Indeed there has been a lot of unrest in the West. There, having been assaulted, murdered and beaten by the Ouattara forces and the Dozos many farmers from the rich cocoa growing region have been driven from their farms; some seeking sanctuary among their ethnic relatives across the Liberian border and some gathered in refugee camps. Their former farm labourers, under the generic term ‘Mossi’ (immigrants from Burkina Faso and Mali) have taken over these farms and have claimed them for their own. Ouattara has just declared that these imported Burkinabe farm workers are now Ivoirians by decree (which is the way he became Ivoirian) and have title to the lands they have seized from their former employers who have tilled these fields for centuries. Seizing the patrimony of farmers is a certain way to provoke unrest.

Today the Ivory Coast is once again a French colony in fact if not in name. Ouattara has no political base except for the French and is in constant fear for his life. He spends his entire time travelling because he is afraid that his rebel friends will assassinate him. The warlords, Vetcho and Wattao are still busy with the illegal trade in diamonds with their partner Campaore. With the death of IB Coulibaly. Soro is a bit safer but still nervous. The country is in decline and Ouattara has just announced, like Petain, that he is ready to rule by decree.
In short, despite the thousands of the dead, the displacement of thousands more, there is no safety, justice or progress in the country. Two recent reports by Human Rights Watch and Amnesty International spell this out in detail. There is ‘victor’s justice’ in operation with hundreds of Gbagbo and FPI supporters still incarcerated across the country. The FPI (the Ivorian Popular Front) still have nearly 670 supporters detained two years after the arrest of its leader, Laurent Gbagbo, transferred on 30 November 2011 at the International Criminal Court in The Hague. According to Amnesty International (February 26, 2013), the Ivorian Human Rights League (April 3) and Human Rights Watch (April 4).

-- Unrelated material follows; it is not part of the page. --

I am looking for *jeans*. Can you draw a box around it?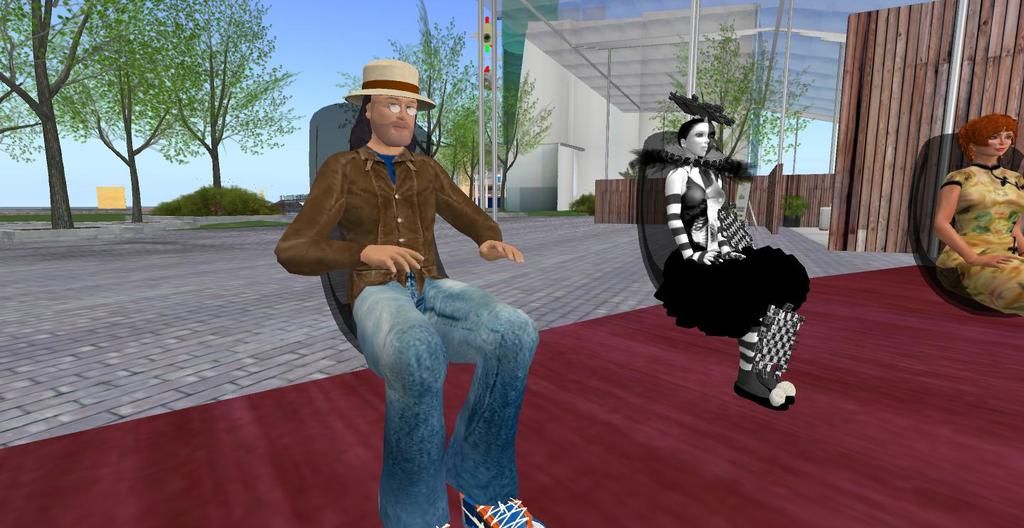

They identify 668 as of 29 March 2013) civilian and military personnel incarcerated in a dozen prisons from Abidjan to Korhogo, passing by Bouna, Dimbokro, Boundiali, Man, Seguela, Katiola, Toumodi and Odienné.  The main prison, MACA, holds only 514 of them. Most of them are being prosecuted for "violation of the security of the State", "breaching national defence", "genocide", "disturbance to public order" in relation to the second round of the controversial presidential election in November 2010.

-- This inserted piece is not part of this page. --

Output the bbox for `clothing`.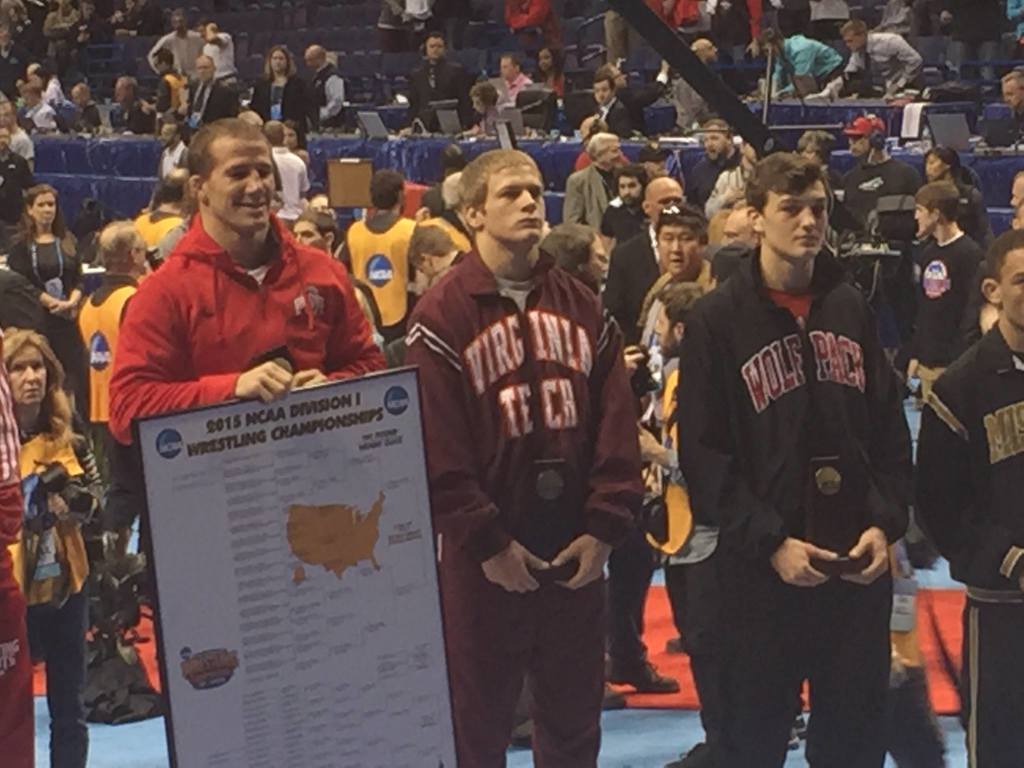
pyautogui.locateOnScreen(98, 190, 360, 425).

Some others have regained their freedom. Most of the leaders remain in prison or arrest. Former Ministers Geneviève Bro-Grebe and Abou Drahamane Sangaré, as well as the former Chief of Cabinet of Gbagbo, Narcisse Kuo Téa, are imprisoned in Katiola, in the centre of the country. Former Prime Minister Pascal Affi Nguessan, in Bouna, near the border with Ghana, along with the son of the former president, Michel Gbagbo, and former Minister Moïse Lida Kouassi, extradited in June 2012 from Togo. The former Governor of the Central Bank of the States of l'Afrique de l'Ouest (BCEEAO), Philippe Henri Dacoury Tabley, is held at Boundiali, and former first lady of Côte d'Ivoire, Simone Ehivet-Gbagbo, is incarcerated at Odienné, Northwest. 
 
Charles Ble Goude, he did no wrong

Charles Blé Goudé is being kept at the DST headquarters in Abidjan.
None of the criminals, rapists, thieves, bandits and murderers of Ouattarra’s side have been arrested despite everyone’s knowledge of their crimes. This is a very strange form of justice. The French prosper. In fact they have claimed full compensation from Ouattara for the property that was damaged in the riots after they shot down the innocents at the Hotel Ivoire plus a doubling of the fee to recompense them for lost business.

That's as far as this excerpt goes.